Principles of western civilisation

x THE MODERN WORLD-CONFLICT 365

apostolic'—‘“‘the two men who had only become orators because they had something to say . . . the two plain men leaving their homes and their business, and going over the length and breadth of the land to convert the nation,’? as to a new religion.

The general observer sees the forward movement in politics carrying along with it a thousand interests and a multitude of sub-movements, the selfish objects of which its direction for the time being happens to favour. But it must never be forgotten that not in the superficial conclusions often drawn from these appearances have we the meaning of Western Liberalism. Deep below the surface of such phenomena, the cause which is carrying development forward has been the expression of a force unparalleled in history ; a force which has always represented, in the last resort, a sense of responsibility in men’s minds outweighing the claims of all political interests, and a quality of conviction transcending the content of every political creed.

We are apt, in short, to regard the existence and results of modern Liberalism as something inherent in the political organism as such.? But we forget, as a writer already quoted reminds us of England, “the tremendous struggles that were needed before

1 Life of Richard Cobden, vol. i. ix. 2 Tbid,

® The only really scientific and absolutely destructive criticism of the Marxian conception of modern society is that which, going far beyond any examination of the economic theories associated with the name of Marx, brings home to the mind a vivid realisation of the fixed impossibility of getting a scientific conception of society out of any theory of interests in the State bounded by the limits of political consciousness. All such conceptions have been reduced to meaninglessness in the presence of the vaster import of the evolutionary process as we are coming now to understand it,—namely, as a process slowly accomplishing the subordination of the present to the future.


» **What is expected**:
Scan the entries below for "executed" and copy each line that holds it.

» **Data extracts**:
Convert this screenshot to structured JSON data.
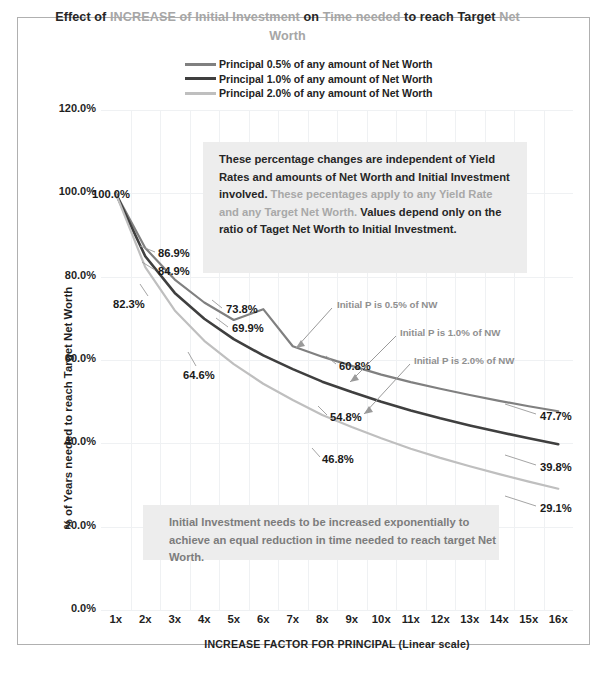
{
  "title": {
    "segments": [
      {
        "text": "Effect of ",
        "tone": "dark"
      },
      {
        "text": "INCREASE of Initial Investment ",
        "tone": "gray"
      },
      {
        "text": "on ",
        "tone": "dark"
      },
      {
        "text": "Time needed ",
        "tone": "gray"
      },
      {
        "text": "to reach Target ",
        "tone": "dark"
      },
      {
        "text": "Net Worth",
        "tone": "gray"
      }
    ],
    "plain": "Effect of INCREASE of Initial Investment on Time needed to reach Target Net Worth"
  },
  "legend": [
    {
      "label": "Principal 0.5% of any amount of Net Worth",
      "color": "#808080"
    },
    {
      "label": "Principal 1.0% of any amount of Net Worth",
      "color": "#3f3f3f"
    },
    {
      "label": "Principal 2.0% of any amount of Net Worth",
      "color": "#bfbfbf"
    }
  ],
  "notes": {
    "top": [
      {
        "text": "These percentage changes are independent of Yield Rates and amounts of Net Worth and Initial Investment involved. ",
        "tone": "dark"
      },
      {
        "text": "These pecentages apply to any Yield Rate and any Target Net Worth. ",
        "tone": "gray"
      },
      {
        "text": "Values depend only on the ratio of Taget Net Worth to Initial Investment.",
        "tone": "dark"
      }
    ],
    "bottom": "Initial Investment needs to be increased exponentially to achieve an equal reduction in time needed to reach target Net Worth."
  },
  "annotations": [
    {
      "text": "Initial P is 0.5% of NW",
      "x": 337,
      "y": 299
    },
    {
      "text": "Initial P is 1.0% of NW",
      "x": 400,
      "y": 327
    },
    {
      "text": "Initial P is 2.0% of NW",
      "x": 414,
      "y": 355
    }
  ],
  "point_labels": [
    {
      "text": "100.0%",
      "x": 92,
      "y": 188
    },
    {
      "text": "86.9%",
      "x": 158,
      "y": 247
    },
    {
      "text": "84.9%",
      "x": 158,
      "y": 265
    },
    {
      "text": "82.3%",
      "x": 113,
      "y": 298
    },
    {
      "text": "73.8%",
      "x": 226,
      "y": 303
    },
    {
      "text": "69.9%",
      "x": 232,
      "y": 322
    },
    {
      "text": "64.6%",
      "x": 183,
      "y": 369
    },
    {
      "text": "60.8%",
      "x": 339,
      "y": 360
    },
    {
      "text": "54.8%",
      "x": 330,
      "y": 411
    },
    {
      "text": "46.8%",
      "x": 322,
      "y": 453
    },
    {
      "text": "47.7%",
      "x": 540,
      "y": 410
    },
    {
      "text": "39.8%",
      "x": 540,
      "y": 461
    },
    {
      "text": "29.1%",
      "x": 540,
      "y": 502
    }
  ],
  "chart_data": {
    "type": "line",
    "title": "Effect of INCREASE of Initial Investment on Time needed to reach Target Net Worth",
    "xlabel": "INCREASE FACTOR FOR PRINCIPAL  (Linear scale)",
    "ylabel": "% of Years needed to reach Target Net Worth",
    "categories": [
      "1x",
      "2x",
      "3x",
      "4x",
      "5x",
      "6x",
      "7x",
      "8x",
      "9x",
      "10x",
      "11x",
      "12x",
      "13x",
      "14x",
      "15x",
      "16x"
    ],
    "x": [
      1,
      2,
      3,
      4,
      5,
      6,
      7,
      8,
      9,
      10,
      11,
      12,
      13,
      14,
      15,
      16
    ],
    "xlim": [
      1,
      16
    ],
    "ylim": [
      0,
      120
    ],
    "yticks": [
      "0.0%",
      "20.0%",
      "40.0%",
      "60.0%",
      "80.0%",
      "100.0%",
      "120.0%"
    ],
    "ytick_values": [
      0,
      20,
      40,
      60,
      80,
      100,
      120
    ],
    "grid": true,
    "legend_position": "top",
    "series": [
      {
        "name": "Principal 0.5% of any amount of Net Worth",
        "color": "#808080",
        "values": [
          100.0,
          86.9,
          79.3,
          73.8,
          69.6,
          72.2,
          63.3,
          60.8,
          58.6,
          56.5,
          54.7,
          53.1,
          51.6,
          50.2,
          48.9,
          47.7
        ],
        "labeled": {
          "1": "100.0%",
          "2": "86.9%",
          "4": "73.8%",
          "8": "60.8%",
          "16": "47.7%"
        }
      },
      {
        "name": "Principal 1.0% of any amount of Net Worth",
        "color": "#3f3f3f",
        "values": [
          100.0,
          84.9,
          76.1,
          69.9,
          65.0,
          61.1,
          57.8,
          54.8,
          52.3,
          50.0,
          47.9,
          46.0,
          44.3,
          42.7,
          41.2,
          39.8
        ],
        "labeled": {
          "1": "100.0%",
          "2": "84.9%",
          "4": "69.9%",
          "8": "54.8%",
          "16": "39.8%"
        }
      },
      {
        "name": "Principal 2.0% of any amount of Net Worth",
        "color": "#bfbfbf",
        "values": [
          100.0,
          82.3,
          71.9,
          64.6,
          59.0,
          54.3,
          50.4,
          46.8,
          43.9,
          41.2,
          38.7,
          36.5,
          34.5,
          32.6,
          30.8,
          29.1
        ],
        "labeled": {
          "1": "100.0%",
          "2": "82.3%",
          "4": "64.6%",
          "8": "46.8%",
          "16": "29.1%"
        }
      }
    ]
  }
}
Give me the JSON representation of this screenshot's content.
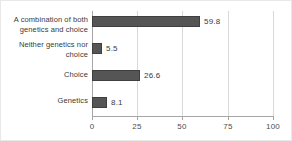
{
  "chart_data": {
    "type": "bar",
    "orientation": "horizontal",
    "title": "",
    "xlabel": "",
    "ylabel": "",
    "xlim": [
      0,
      100
    ],
    "xticks": [
      "0",
      "25",
      "50",
      "75",
      "100"
    ],
    "grid": true,
    "legend": false,
    "categories": [
      "A combination of both genetics and choice",
      "Neither genetics nor choice",
      "Choice",
      "Genetics"
    ],
    "category_lines": [
      [
        "A combination of both",
        "genetics and choice"
      ],
      [
        "Neither genetics nor",
        "choice"
      ],
      [
        "Choice"
      ],
      [
        "Genetics"
      ]
    ],
    "values": [
      59.8,
      5.5,
      26.6,
      8.1
    ],
    "value_labels": [
      "59.8",
      "5.5",
      "26.6",
      "8.1"
    ],
    "bar_color": "#555555",
    "bar_border_color": "#3f3f3f",
    "gridline_color": "#d9d9d9",
    "axis_color": "#a6a6a6",
    "text_color": "#3a3a3a"
  }
}
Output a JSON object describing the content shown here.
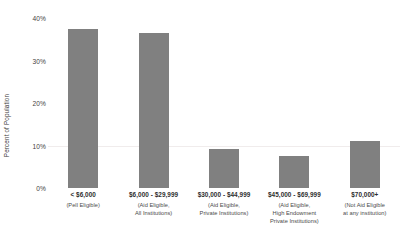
{
  "chart_data": {
    "type": "bar",
    "title": "",
    "xlabel": "",
    "ylabel": "Percent of Population",
    "ylim": [
      0,
      40
    ],
    "yticks": [
      "0%",
      "10%",
      "20%",
      "30%",
      "40%"
    ],
    "ytick_values": [
      0,
      10,
      20,
      30,
      40
    ],
    "grid": true,
    "legend": false,
    "bar_color": "#808080",
    "categories": [
      "< $6,000",
      "$6,000 - $29,999",
      "$30,000 - $44,999",
      "$45,000 - $69,999",
      "$70,000+"
    ],
    "category_sublabels": [
      [
        "(Pell Eligible)"
      ],
      [
        "(Aid Eligible,",
        "All Institutions)"
      ],
      [
        "(Aid Eligible,",
        "Private Institutions)"
      ],
      [
        "(Aid Eligible,",
        "High Endowment",
        "Private Institutions)"
      ],
      [
        "(Not Aid Eligible",
        "at any institution)"
      ]
    ],
    "values": [
      37.5,
      36.4,
      9.1,
      7.6,
      11.0
    ]
  },
  "axis": {
    "y_title": "Percent of Population"
  }
}
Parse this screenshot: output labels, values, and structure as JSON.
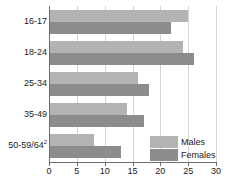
{
  "chart_data": {
    "type": "bar",
    "orientation": "horizontal",
    "title": "",
    "subtitle": "",
    "xlabel": "",
    "ylabel": "",
    "xlim": [
      0,
      30
    ],
    "xticks": [
      0,
      5,
      10,
      15,
      20,
      25,
      30
    ],
    "xtick_labels": [
      "0",
      "5",
      "10",
      "15",
      "20",
      "25",
      "30"
    ],
    "grid": true,
    "grid_axis": "x",
    "legend_position": "bottom-right",
    "categories": [
      "16-17",
      "18-24",
      "25-34",
      "35-49",
      "50-59/64"
    ],
    "category_label_html": [
      "16-17",
      "18-24",
      "25-34",
      "35-49",
      "50-59/64<sup>2</sup>"
    ],
    "category_footnote_marker": "2",
    "series": [
      {
        "name": "Males",
        "color": "#b3b3b3",
        "values": [
          25,
          24,
          16,
          14,
          8
        ]
      },
      {
        "name": "Females",
        "color": "#8c8c8c",
        "values": [
          22,
          26,
          18,
          17,
          13
        ]
      }
    ]
  },
  "legend": {
    "entries": [
      {
        "label": "Males",
        "color": "#b3b3b3"
      },
      {
        "label": "Females",
        "color": "#8c8c8c"
      }
    ]
  },
  "colors": {
    "males": "#b3b3b3",
    "females": "#8c8c8c",
    "axis": "#6e6e6e",
    "grid": "#d5d5d5",
    "text": "#1a1a1a",
    "background": "#ffffff"
  }
}
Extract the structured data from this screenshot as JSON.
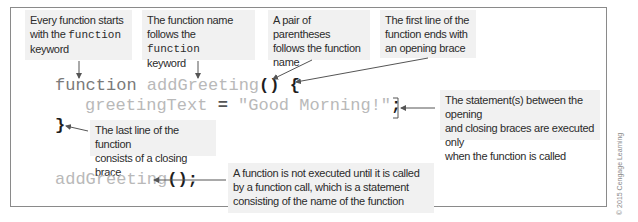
{
  "diagram": {
    "callouts": {
      "function_keyword": {
        "line1": "Every function starts",
        "line2_prefix": "with the ",
        "line2_code": "function",
        "line3": "keyword"
      },
      "function_name": {
        "line1": "The function name",
        "line2_prefix": "follows the ",
        "line2_code": "function",
        "line3": "keyword"
      },
      "parentheses": {
        "line1": "A pair of parentheses",
        "line2": "follows the function",
        "line3": "name"
      },
      "opening_brace": {
        "line1": "The first line of the",
        "line2": "function ends with",
        "line3": "an opening brace"
      },
      "statements": {
        "line1": "The statement(s) between the opening",
        "line2": "and closing braces are executed only",
        "line3": "when the function is called"
      },
      "closing_brace": {
        "line1": "The last line of the function",
        "line2": "consists of a closing brace"
      },
      "function_call": {
        "line1": "A function is not executed until it is called",
        "line2": "by a function call, which is a statement",
        "line3": "consisting of the name of the function"
      }
    },
    "code": {
      "line1": {
        "keyword": "function",
        "name": "addGreeting",
        "parens": "()",
        "brace": "{"
      },
      "line2": {
        "variable": "greetingText",
        "equals": "=",
        "string": "\"Good Morning!\"",
        "semicolon": ";"
      },
      "line3": {
        "brace": "}"
      },
      "line4": {
        "name": "addGreeting",
        "parens": "()",
        "semicolon": ";"
      }
    },
    "copyright": "© 2015 Cengage Learning",
    "colors": {
      "callout_bg": "#f1f1f1",
      "frame_border": "#8a8a8a",
      "code_light": "#b9b9b9",
      "code_keyword": "#7a7a7a",
      "arrow": "#555555"
    }
  }
}
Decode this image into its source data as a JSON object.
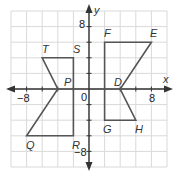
{
  "diagram": {
    "type": "coordinate-plane",
    "axes": {
      "x_label": "x",
      "y_label": "y",
      "origin_label": "0",
      "x_ticks": [
        {
          "value": -8,
          "label": "−8"
        },
        {
          "value": 8,
          "label": "8"
        }
      ],
      "y_ticks": [
        {
          "value": 8,
          "label": "8"
        },
        {
          "value": -8,
          "label": "−8"
        }
      ],
      "range": {
        "xmin": -10,
        "xmax": 10,
        "ymin": -10,
        "ymax": 10
      },
      "grid_step": 2
    },
    "figures": [
      {
        "name": "pentagon-TSRQP",
        "vertices": [
          {
            "label": "T",
            "x": -6,
            "y": 4
          },
          {
            "label": "S",
            "x": -2,
            "y": 4
          },
          {
            "label": "R",
            "x": -2,
            "y": -6
          },
          {
            "label": "Q",
            "x": -8,
            "y": -6
          },
          {
            "label": "P",
            "x": -4,
            "y": 0
          }
        ]
      },
      {
        "name": "pentagon-FEDHG",
        "vertices": [
          {
            "label": "F",
            "x": 2,
            "y": 6
          },
          {
            "label": "E",
            "x": 8,
            "y": 6
          },
          {
            "label": "D",
            "x": 4,
            "y": 0
          },
          {
            "label": "H",
            "x": 6,
            "y": -4
          },
          {
            "label": "G",
            "x": 2,
            "y": -4
          }
        ]
      }
    ],
    "colors": {
      "grid": "#d9d9d9",
      "axis": "#333333",
      "figure_stroke": "#555555",
      "label": "#333333"
    }
  },
  "labels": {
    "T": "T",
    "S": "S",
    "P": "P",
    "R": "R",
    "Q": "Q",
    "F": "F",
    "E": "E",
    "D": "D",
    "G": "G",
    "H": "H",
    "x_axis": "x",
    "y_axis": "y",
    "origin": "0",
    "x_neg8": "−8",
    "x_pos8": "8",
    "y_pos8": "8",
    "y_neg8": "−8"
  }
}
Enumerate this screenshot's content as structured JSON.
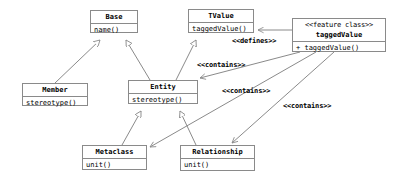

» **Answer box**:
        "line2": "and closing braces are executed only",
        "line1": "A function is not executed until it is called",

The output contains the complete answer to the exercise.